Voter ID struggles from this year’s election have culminated in Arizona, where 324,362 ballots remain uncounted. Between the seriously questionable pre-election materials that were distributed, local officials’ delayed response in counting all the ballots, and the fact that the ballots could make a difference in who wins key races in Arizona—the voting crisis is quickly becoming a national story, with calls to #CountEveryVote.
Updates this morning from Talking Points Memo, about how Republicans in one Arizona county are suing to stop counting ballots:
One of the few unresolved congressional races in the nation could come down to whether voters in a heavily Latino precinct in Arizona get their ballots counted this week.
Backed by two high-powered lawyers, a supporter of Republican congressional candidate Martha McSally filed a lawsuit on Tuesday to get election authorities to halt counting of provisional ballots from a heavily Latino area of the state’s Cochise County.
The suit could be pivotal as McSally is trying to unseat Rep. Ron Barber (D) in southern Arizona’s 2nd Congressional District. At last count, McSally was trailing Barber by just 512 votes, but the lead had changed hands multiple times since election night.
Jim Nintzel of the Tucson Weekly reported that Barber campaign manager Jessica Floyd called the lawsuit an “active attempt by Martha McSally’s attorneys to disenfranchise voters in Cochise County.”
Eric H. Spencer and Michael Liburdi of the Snell and Wilmer law firm filed the suit in Cochise County Court on behalf of McSally supporter William J. Odle. They argued that 130 provisional ballots shouldn’t be counted because they “were not sealed, as required, when they were transported from the Castro Park, Ramsey and Hopi Precinct polling locations to the Cochise County Elections Department and Recorder’s Office.” The lawyers said 96 of the provisional ballots came from Castro Park, a heavily Latino precinct that leans Democratic.
National Republican Congressional Committee spokesman Daniel Scarpinato told the Tucson Weekly that NRCC officials believe “every voter has the right to an election that is free of fraud and ballot tampering.”
Right. The NRCC believes that every voter has a right to a fair and free election. That’s why one of their candidates is suing to stop counting ballots from a heavily Latino neighborhood, when the race is currently divided by just 512 votes.
In other news, both Republicans and Democrats have agreed to count provisional ballots that were cast, but Republicans have asked that those ballots be segregated in case they want to file a future suit questioning their legality.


▸ INSTRUCTIONS FOR THE TASK
Repeat the records below exactly as they appear, leaving out any pictures.

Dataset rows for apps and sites
--- START ---
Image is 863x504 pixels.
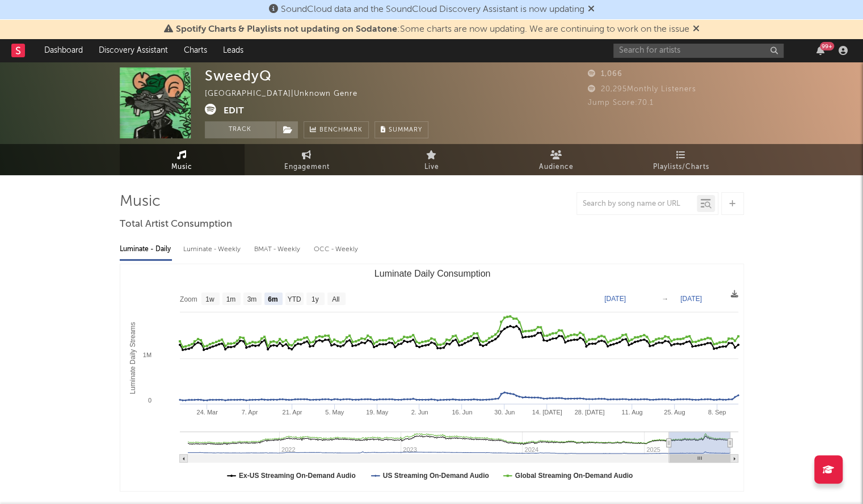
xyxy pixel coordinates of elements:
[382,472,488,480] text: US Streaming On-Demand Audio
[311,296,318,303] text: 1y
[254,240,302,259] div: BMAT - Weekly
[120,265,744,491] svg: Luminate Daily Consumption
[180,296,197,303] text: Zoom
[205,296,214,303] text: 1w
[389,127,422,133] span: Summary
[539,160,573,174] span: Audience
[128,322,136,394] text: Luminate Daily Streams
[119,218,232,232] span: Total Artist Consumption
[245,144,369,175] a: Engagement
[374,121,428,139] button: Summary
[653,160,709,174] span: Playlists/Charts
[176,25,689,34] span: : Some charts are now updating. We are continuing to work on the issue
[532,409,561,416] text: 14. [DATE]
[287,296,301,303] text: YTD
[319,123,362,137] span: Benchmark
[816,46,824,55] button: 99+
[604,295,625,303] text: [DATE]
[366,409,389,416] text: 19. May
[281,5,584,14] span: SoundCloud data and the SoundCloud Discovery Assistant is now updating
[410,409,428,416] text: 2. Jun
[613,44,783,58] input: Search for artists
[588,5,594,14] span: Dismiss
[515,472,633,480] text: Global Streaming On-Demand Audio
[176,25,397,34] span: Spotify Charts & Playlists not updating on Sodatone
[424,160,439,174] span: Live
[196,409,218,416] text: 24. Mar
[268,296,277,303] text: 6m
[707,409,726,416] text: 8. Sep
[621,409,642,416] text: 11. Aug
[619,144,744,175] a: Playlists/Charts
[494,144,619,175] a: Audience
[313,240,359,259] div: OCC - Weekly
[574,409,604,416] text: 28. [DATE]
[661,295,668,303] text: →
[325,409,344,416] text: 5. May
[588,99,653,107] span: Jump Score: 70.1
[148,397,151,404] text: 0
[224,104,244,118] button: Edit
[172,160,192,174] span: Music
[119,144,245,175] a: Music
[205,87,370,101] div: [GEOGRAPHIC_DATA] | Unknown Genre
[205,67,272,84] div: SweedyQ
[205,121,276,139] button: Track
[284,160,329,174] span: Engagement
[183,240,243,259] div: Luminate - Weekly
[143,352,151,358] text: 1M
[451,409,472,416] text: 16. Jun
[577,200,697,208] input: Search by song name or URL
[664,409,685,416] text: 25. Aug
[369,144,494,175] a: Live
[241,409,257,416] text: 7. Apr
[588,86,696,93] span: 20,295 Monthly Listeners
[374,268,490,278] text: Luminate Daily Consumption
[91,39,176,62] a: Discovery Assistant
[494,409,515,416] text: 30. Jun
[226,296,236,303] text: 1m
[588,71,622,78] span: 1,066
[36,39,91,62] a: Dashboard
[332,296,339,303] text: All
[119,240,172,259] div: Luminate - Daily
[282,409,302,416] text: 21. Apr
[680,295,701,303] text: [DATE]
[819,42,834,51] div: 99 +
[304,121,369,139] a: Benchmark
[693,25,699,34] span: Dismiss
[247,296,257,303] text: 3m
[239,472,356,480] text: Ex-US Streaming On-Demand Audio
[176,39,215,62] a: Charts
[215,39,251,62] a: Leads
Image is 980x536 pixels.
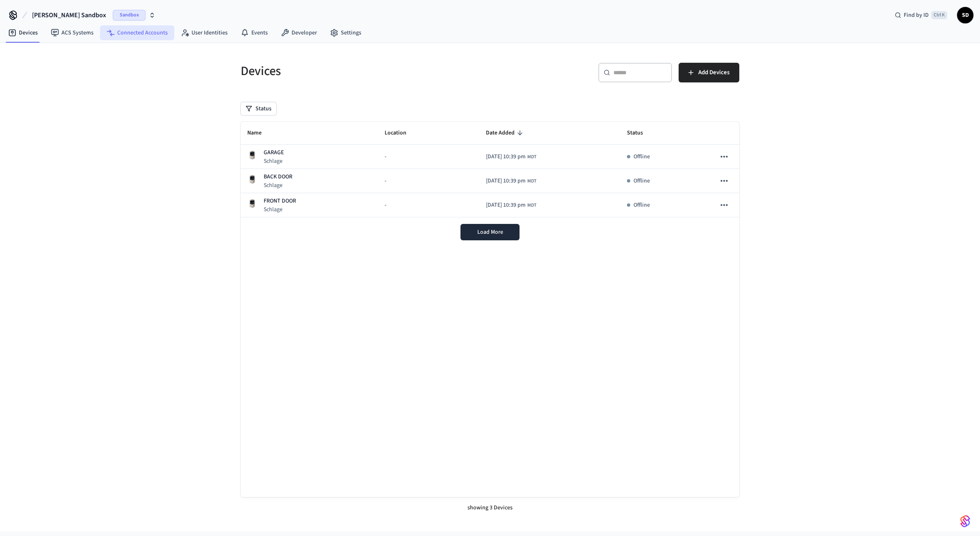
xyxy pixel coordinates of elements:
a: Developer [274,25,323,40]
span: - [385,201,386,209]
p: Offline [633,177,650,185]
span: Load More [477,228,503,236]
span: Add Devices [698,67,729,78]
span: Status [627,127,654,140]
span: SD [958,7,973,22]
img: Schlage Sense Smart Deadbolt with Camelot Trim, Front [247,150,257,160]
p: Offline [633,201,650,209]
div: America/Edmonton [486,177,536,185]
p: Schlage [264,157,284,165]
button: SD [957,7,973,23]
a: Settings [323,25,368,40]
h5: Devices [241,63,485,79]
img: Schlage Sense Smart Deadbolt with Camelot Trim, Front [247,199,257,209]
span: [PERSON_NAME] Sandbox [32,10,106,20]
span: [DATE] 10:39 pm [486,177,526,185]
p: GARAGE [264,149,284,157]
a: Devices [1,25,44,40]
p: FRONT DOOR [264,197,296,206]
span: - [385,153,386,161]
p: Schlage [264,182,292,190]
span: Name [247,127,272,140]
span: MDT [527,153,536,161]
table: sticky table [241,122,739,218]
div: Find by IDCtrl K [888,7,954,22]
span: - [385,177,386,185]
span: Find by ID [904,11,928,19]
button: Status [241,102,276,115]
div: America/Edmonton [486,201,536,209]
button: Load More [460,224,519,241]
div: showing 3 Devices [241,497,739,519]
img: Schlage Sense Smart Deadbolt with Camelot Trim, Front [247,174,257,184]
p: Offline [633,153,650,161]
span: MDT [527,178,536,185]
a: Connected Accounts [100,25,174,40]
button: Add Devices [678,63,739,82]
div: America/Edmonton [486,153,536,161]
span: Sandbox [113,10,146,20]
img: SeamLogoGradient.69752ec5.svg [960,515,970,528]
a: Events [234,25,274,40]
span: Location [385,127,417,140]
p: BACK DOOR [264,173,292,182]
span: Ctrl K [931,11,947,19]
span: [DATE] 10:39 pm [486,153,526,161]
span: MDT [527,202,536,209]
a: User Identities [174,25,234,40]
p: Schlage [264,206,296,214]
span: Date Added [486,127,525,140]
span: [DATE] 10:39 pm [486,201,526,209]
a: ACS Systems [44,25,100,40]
--- END ---
▸ TASK RESPONSE
Image is 863x504 pixels.
xyxy pixel coordinates of elements:
[382,472,488,480] text: US Streaming On-Demand Audio
[311,296,318,303] text: 1y
[254,240,302,259] div: BMAT - Weekly
[120,265,744,491] svg: Luminate Daily Consumption
[180,296,197,303] text: Zoom
[205,296,214,303] text: 1w
[389,127,422,133] span: Summary
[539,160,573,174] span: Audience
[128,322,136,394] text: Luminate Daily Streams
[119,218,232,232] span: Total Artist Consumption
[245,144,369,175] a: Engagement
[374,121,428,139] button: Summary
[653,160,709,174] span: Playlists/Charts
[176,25,689,34] span: : Some charts are now updating. We are continuing to work on the issue
[532,409,561,416] text: 14. [DATE]
[287,296,301,303] text: YTD
[319,123,362,137] span: Benchmark
[816,46,824,55] button: 99+
[604,295,625,303] text: [DATE]
[366,409,389,416] text: 19. May
[281,5,584,14] span: SoundCloud data and the SoundCloud Discovery Assistant is now updating
[410,409,428,416] text: 2. Jun
[613,44,783,58] input: Search for artists
[588,5,594,14] span: Dismiss
[515,472,633,480] text: Global Streaming On-Demand Audio
[176,25,397,34] span: Spotify Charts & Playlists not updating on Sodatone
[424,160,439,174] span: Live
[196,409,218,416] text: 24. Mar
[268,296,277,303] text: 6m
[707,409,726,416] text: 8. Sep
[621,409,642,416] text: 11. Aug
[619,144,744,175] a: Playlists/Charts
[494,144,619,175] a: Audience
[313,240,359,259] div: OCC - Weekly
[574,409,604,416] text: 28. [DATE]
[661,295,668,303] text: →
[325,409,344,416] text: 5. May
[588,99,653,107] span: Jump Score: 70.1
[148,397,151,404] text: 0
[224,104,244,118] button: Edit
[172,160,192,174] span: Music
[119,144,245,175] a: Music
[205,87,370,101] div: [GEOGRAPHIC_DATA] | Unknown Genre
[205,67,272,84] div: SweedyQ
[205,121,276,139] button: Track
[284,160,329,174] span: Engagement
[183,240,243,259] div: Luminate - Weekly
[143,352,151,358] text: 1M
[451,409,472,416] text: 16. Jun
[577,200,697,208] input: Search by song name or URL
[664,409,685,416] text: 25. Aug
[369,144,494,175] a: Live
[241,409,257,416] text: 7. Apr
[588,86,696,93] span: 20,295 Monthly Listeners
[374,268,490,278] text: Luminate Daily Consumption
[91,39,176,62] a: Discovery Assistant
[494,409,515,416] text: 30. Jun
[226,296,236,303] text: 1m
[588,71,622,78] span: 1,066
[36,39,91,62] a: Dashboard
[332,296,339,303] text: All
[119,240,172,259] div: Luminate - Daily
[282,409,302,416] text: 21. Apr
[680,295,701,303] text: [DATE]
[819,42,834,51] div: 99 +
[304,121,369,139] a: Benchmark
[693,25,699,34] span: Dismiss
[247,296,257,303] text: 3m
[239,472,356,480] text: Ex-US Streaming On-Demand Audio
[176,39,215,62] a: Charts
[215,39,251,62] a: Leads
Image is 980x536 pixels.
xyxy pixel coordinates of elements:
a: Developer [274,25,323,40]
span: - [385,201,386,209]
p: Offline [633,177,650,185]
span: Load More [477,228,503,236]
span: Add Devices [698,67,729,78]
span: Status [627,127,654,140]
span: SD [958,7,973,22]
img: Schlage Sense Smart Deadbolt with Camelot Trim, Front [247,150,257,160]
p: Offline [633,201,650,209]
div: America/Edmonton [486,177,536,185]
p: Schlage [264,157,284,165]
button: SD [957,7,973,23]
a: Settings [323,25,368,40]
h5: Devices [241,63,485,79]
img: Schlage Sense Smart Deadbolt with Camelot Trim, Front [247,199,257,209]
span: [PERSON_NAME] Sandbox [32,10,106,20]
span: [DATE] 10:39 pm [486,177,526,185]
p: GARAGE [264,149,284,157]
a: Devices [1,25,44,40]
p: FRONT DOOR [264,197,296,206]
span: - [385,153,386,161]
p: Schlage [264,182,292,190]
span: Name [247,127,272,140]
span: MDT [527,153,536,161]
table: sticky table [241,122,739,218]
div: Find by IDCtrl K [888,7,954,22]
span: - [385,177,386,185]
span: Find by ID [904,11,928,19]
button: Status [241,102,276,115]
div: America/Edmonton [486,201,536,209]
button: Load More [460,224,519,241]
div: showing 3 Devices [241,497,739,519]
img: Schlage Sense Smart Deadbolt with Camelot Trim, Front [247,174,257,184]
p: Offline [633,153,650,161]
span: MDT [527,178,536,185]
a: Connected Accounts [100,25,174,40]
button: Add Devices [678,63,739,82]
div: America/Edmonton [486,153,536,161]
span: Sandbox [113,10,146,20]
img: SeamLogoGradient.69752ec5.svg [960,515,970,528]
a: Events [234,25,274,40]
span: Location [385,127,417,140]
p: BACK DOOR [264,173,292,182]
span: Ctrl K [931,11,947,19]
span: [DATE] 10:39 pm [486,153,526,161]
span: MDT [527,202,536,209]
a: User Identities [174,25,234,40]
p: Schlage [264,206,296,214]
span: Date Added [486,127,525,140]
span: [DATE] 10:39 pm [486,201,526,209]
a: ACS Systems [44,25,100,40]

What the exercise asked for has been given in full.